It’s strange to watch a mostly-silent Chevrolet Camaro drift car attack the turns at a Formula Drift event, but spectators are going to have to get used to it.
A battery-powered Camaro has entered the renowned drifting competition under the Napoleon Motorsports banner, a Texas-based team familiar with Chevrolets and not afraid to shake up the status quo in the drift community.
For some, though, the shake-up was a little too much. Though the car (dubbed the EL1, by the way) showed up to the Long Beach round earlier in the year, it wasn’t permitted to compete. The Long Beach Fire Department claimed it was ill-equipped to fight fires from electric cars.
A little over a year ago the department was a little late to save a ‘regular’ car - Federico Sceriffo’s Ferrari 599 drift car – from being engulfed and destroyed.
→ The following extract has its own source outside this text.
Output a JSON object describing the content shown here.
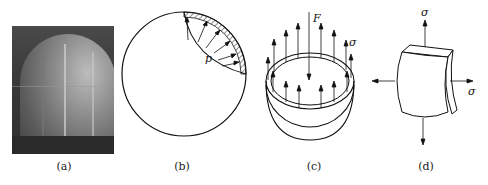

Speaking of destroyed, that’s about the state the Camaro was in before it became the ‘EL1’. In an interview with Jalopnik, the eponymous owner of Napoleon Motorsports, Joe Napoleon, said the car had been offered to the team after being hit by a train.
“We went and picked it up, and it was obviously an insurance job,” Napoleon told Jalopnik. “It got hit, and it was a relatively light hit in the right front by a freight train, of all things.”
But after being stripped and rebuilt from around October in 2018 as a fully-electric drifter, the EL1 makes 383kW. Though that’s down on its rivals by a long way, those cars don’t have access to full torque instantly.
They do make better sounds though, so they’ve got that going for them.